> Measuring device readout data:

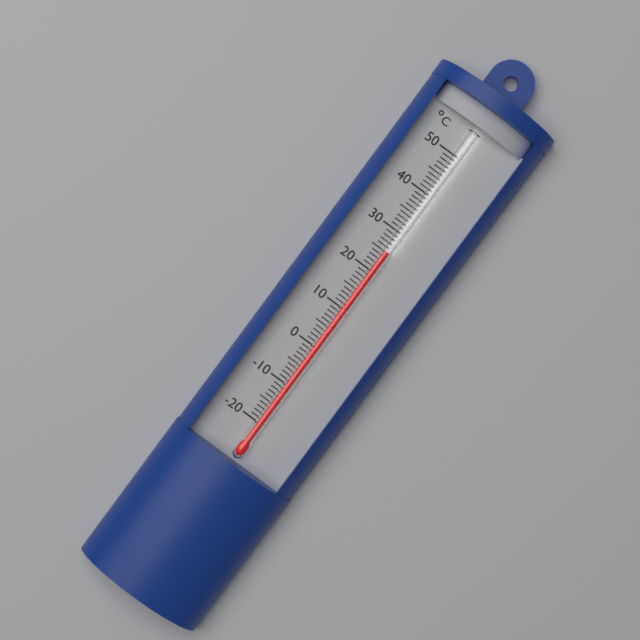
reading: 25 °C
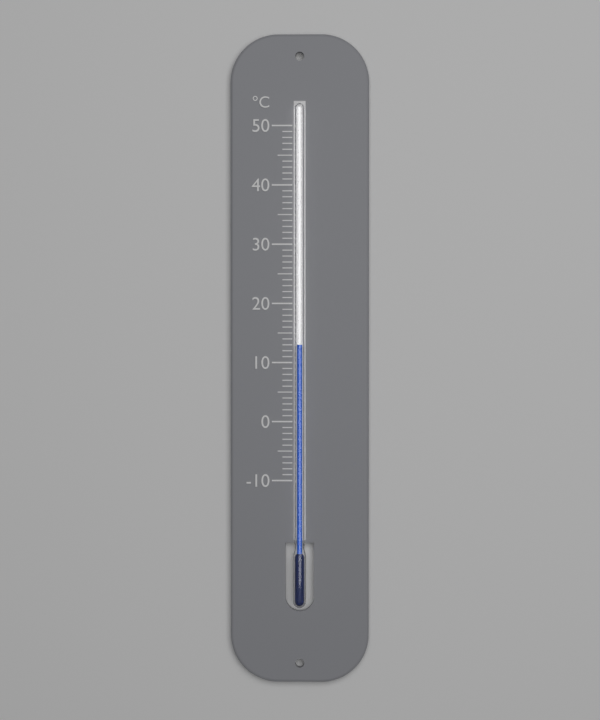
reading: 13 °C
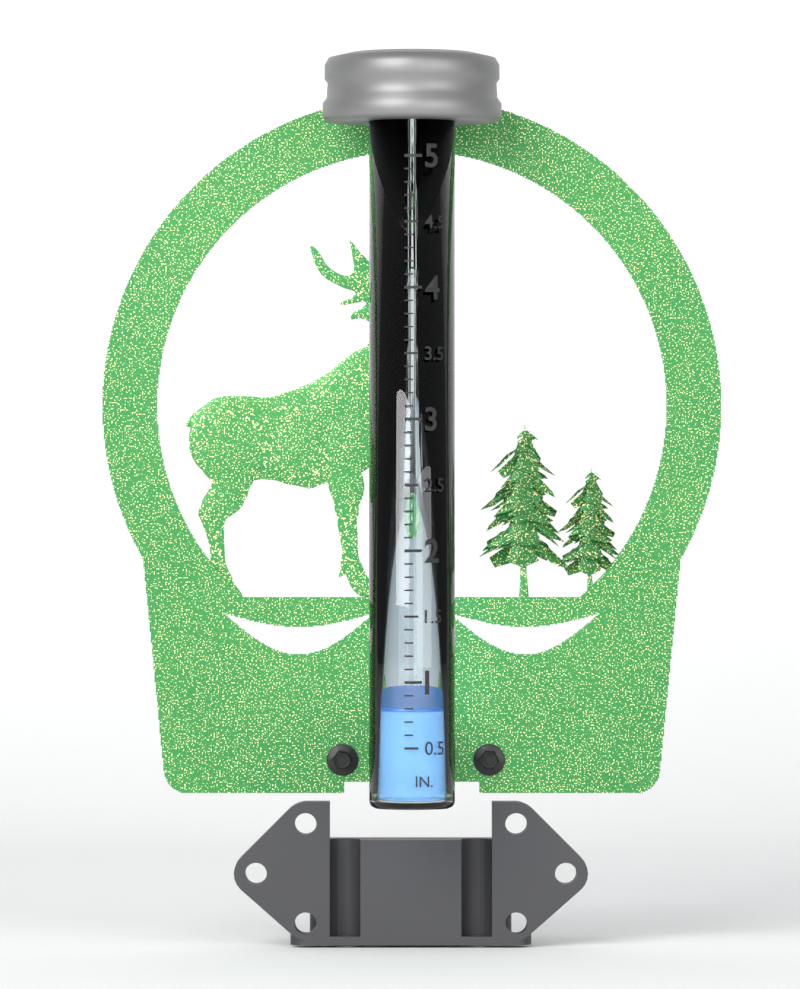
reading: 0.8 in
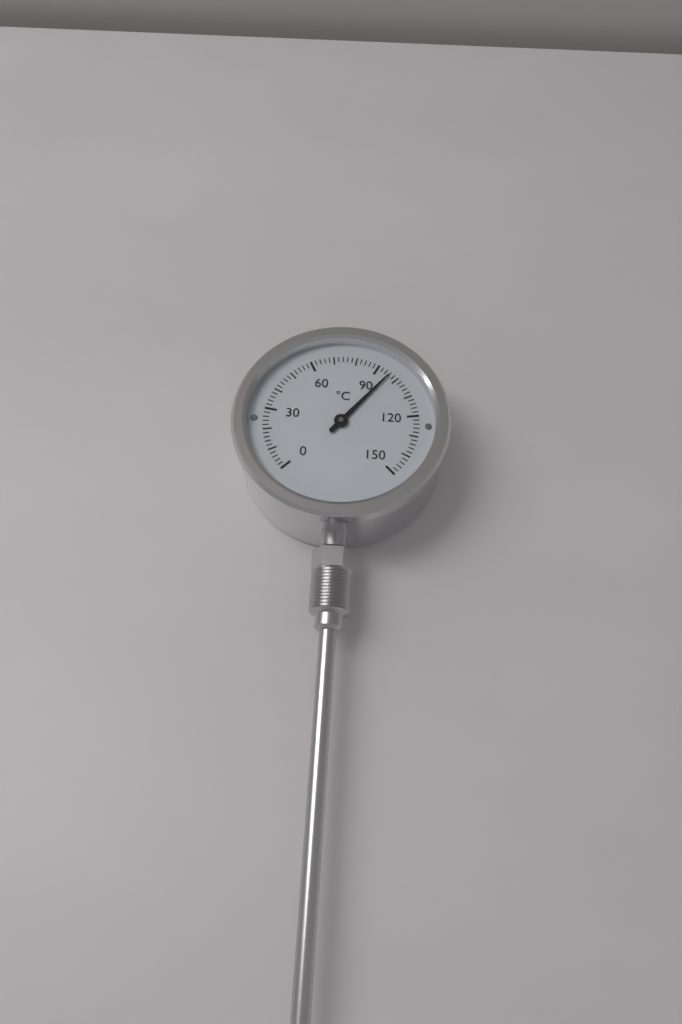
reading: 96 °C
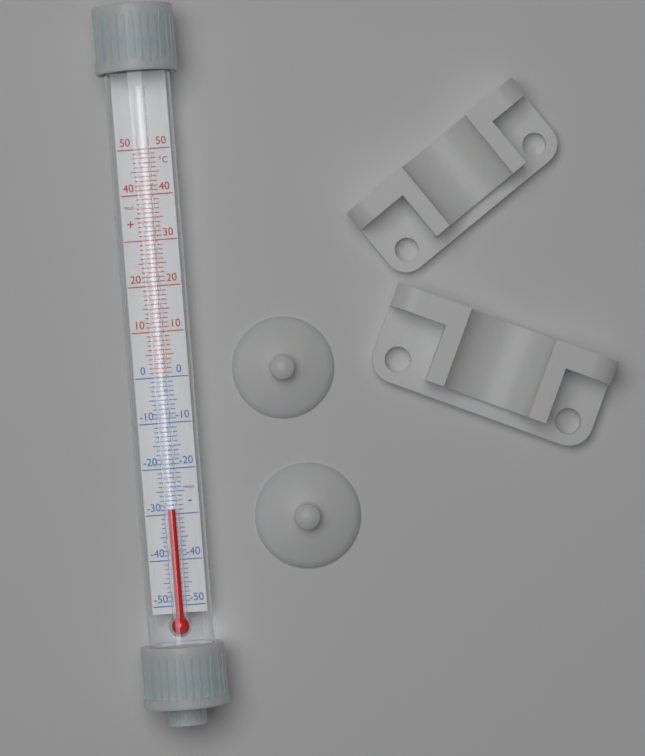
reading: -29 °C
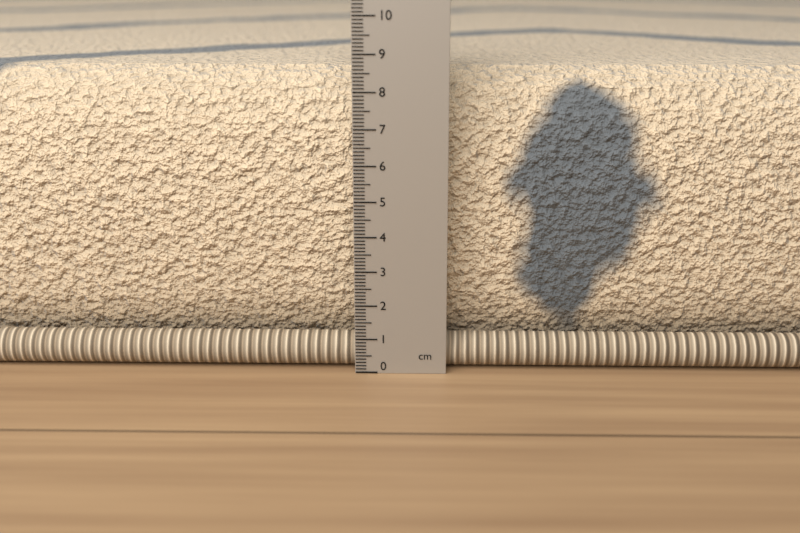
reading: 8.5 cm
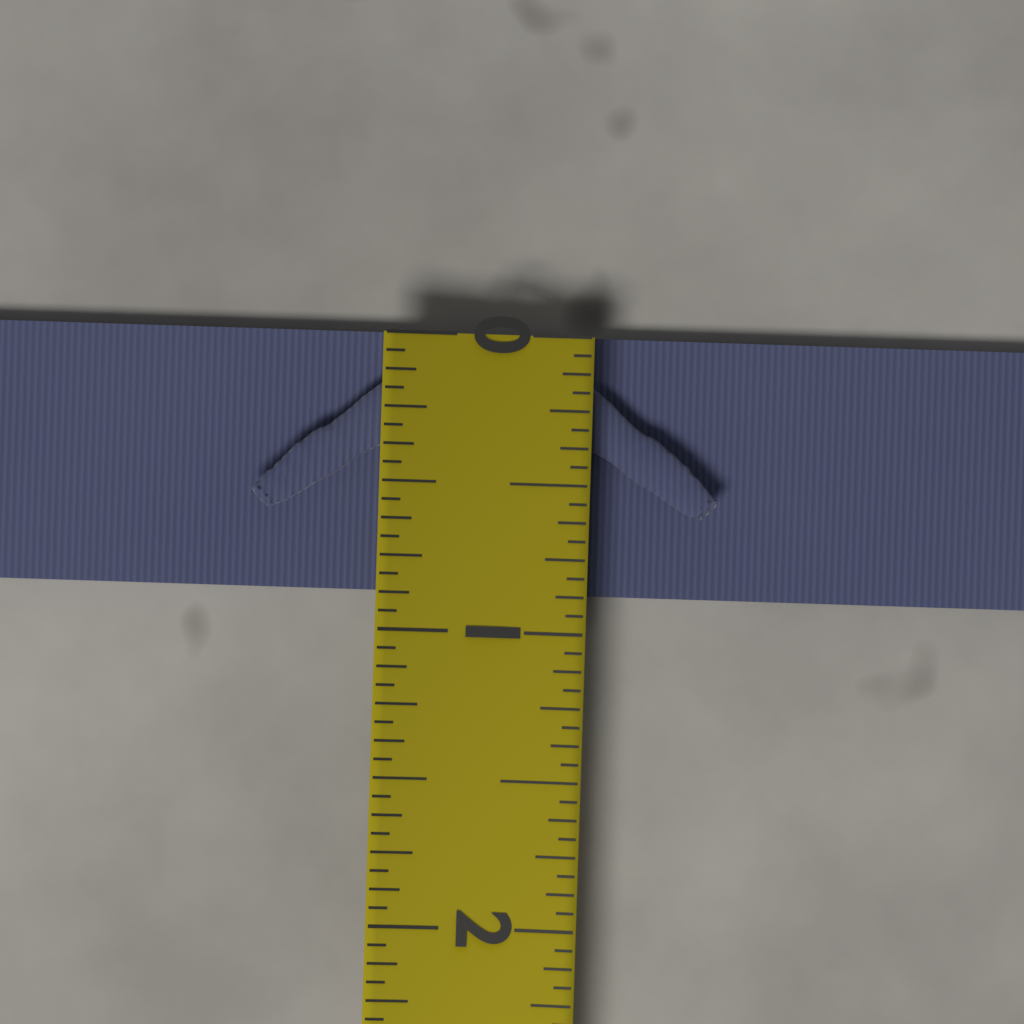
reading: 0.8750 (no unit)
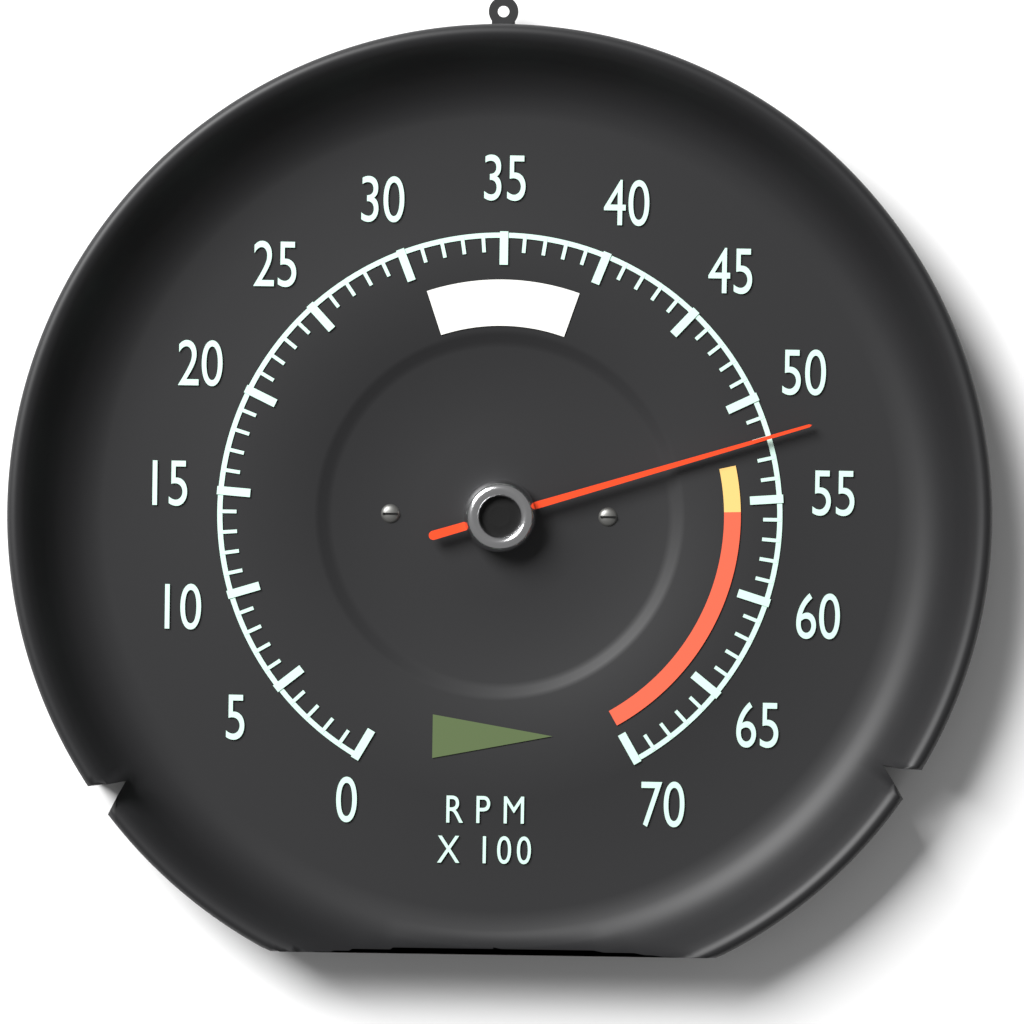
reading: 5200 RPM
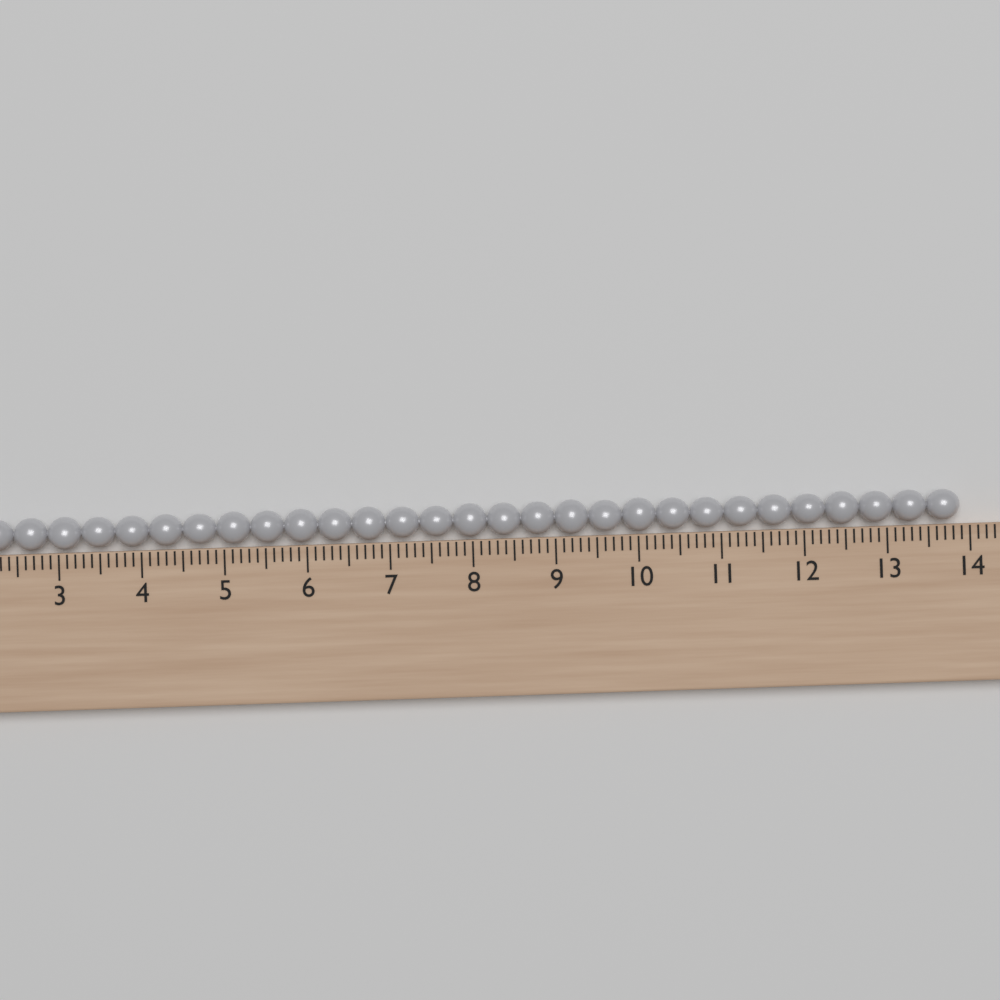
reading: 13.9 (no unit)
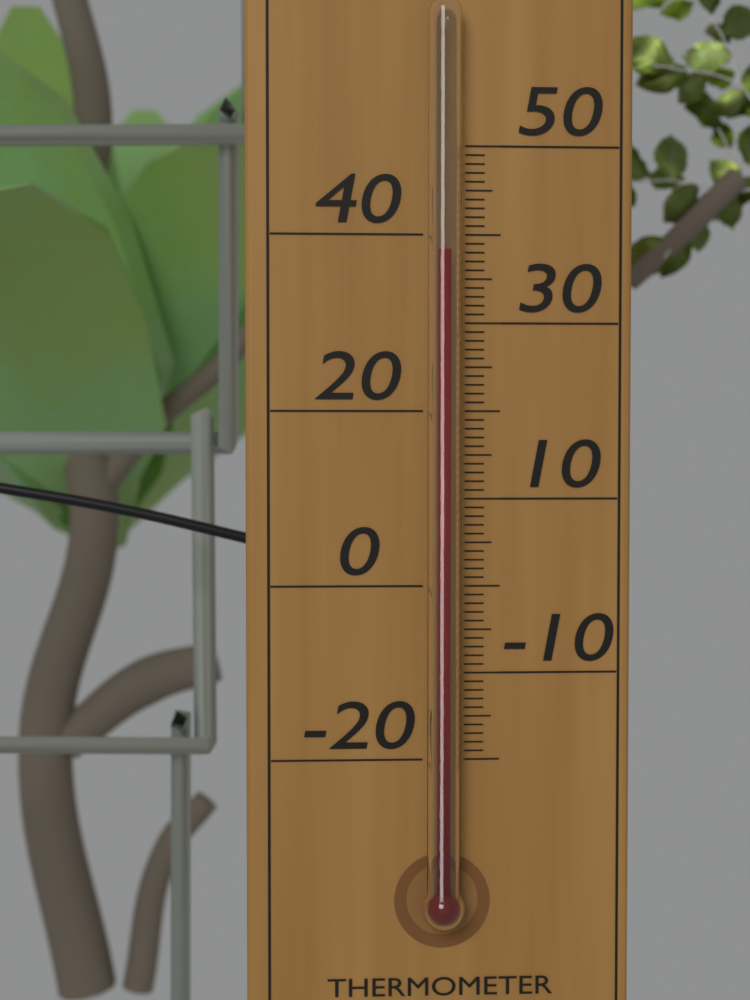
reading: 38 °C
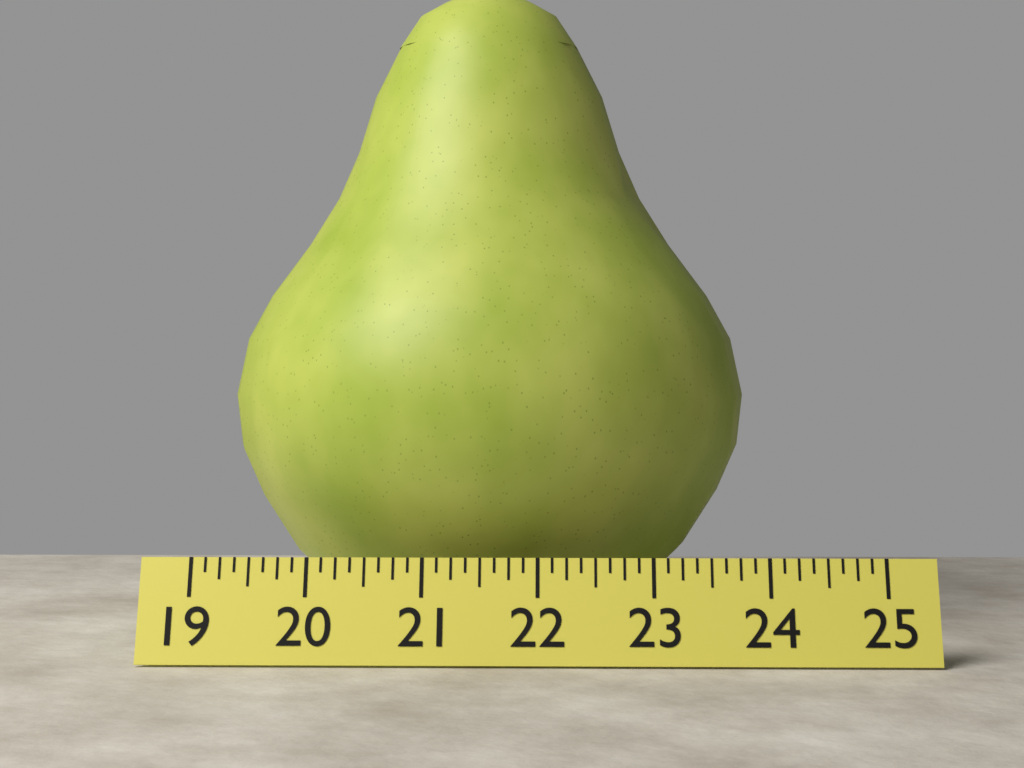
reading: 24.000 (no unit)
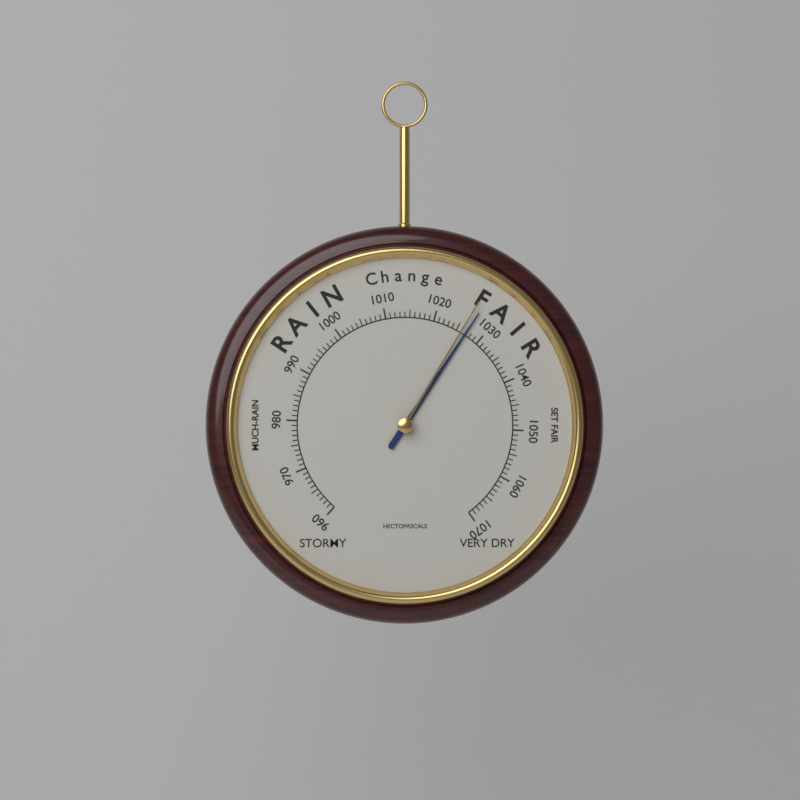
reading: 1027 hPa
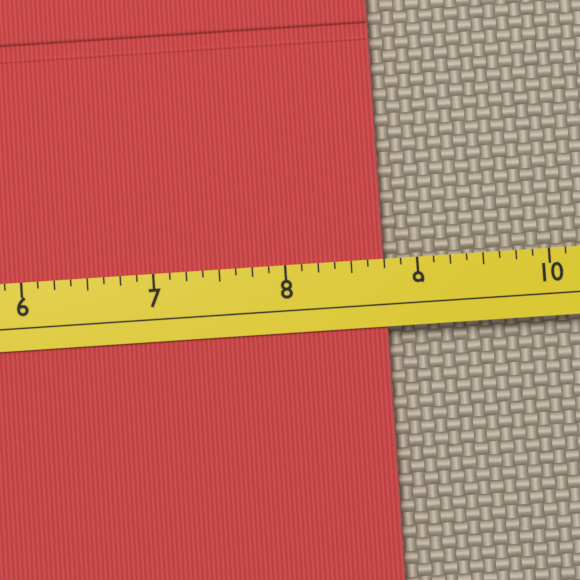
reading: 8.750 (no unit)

> WORK REQUEST:
Pictures are not part of the copy; transcribe the rest of the data verbatim.

> ANSWER:
reading: 25 °C
reading: 13 °C
reading: 0.8 in
reading: 96 °C
reading: -29 °C
reading: 8.5 cm
reading: 0.8750 (no unit)
reading: 5200 RPM
reading: 13.9 (no unit)
reading: 38 °C
reading: 24.000 (no unit)
reading: 1027 hPa
reading: 8.750 (no unit)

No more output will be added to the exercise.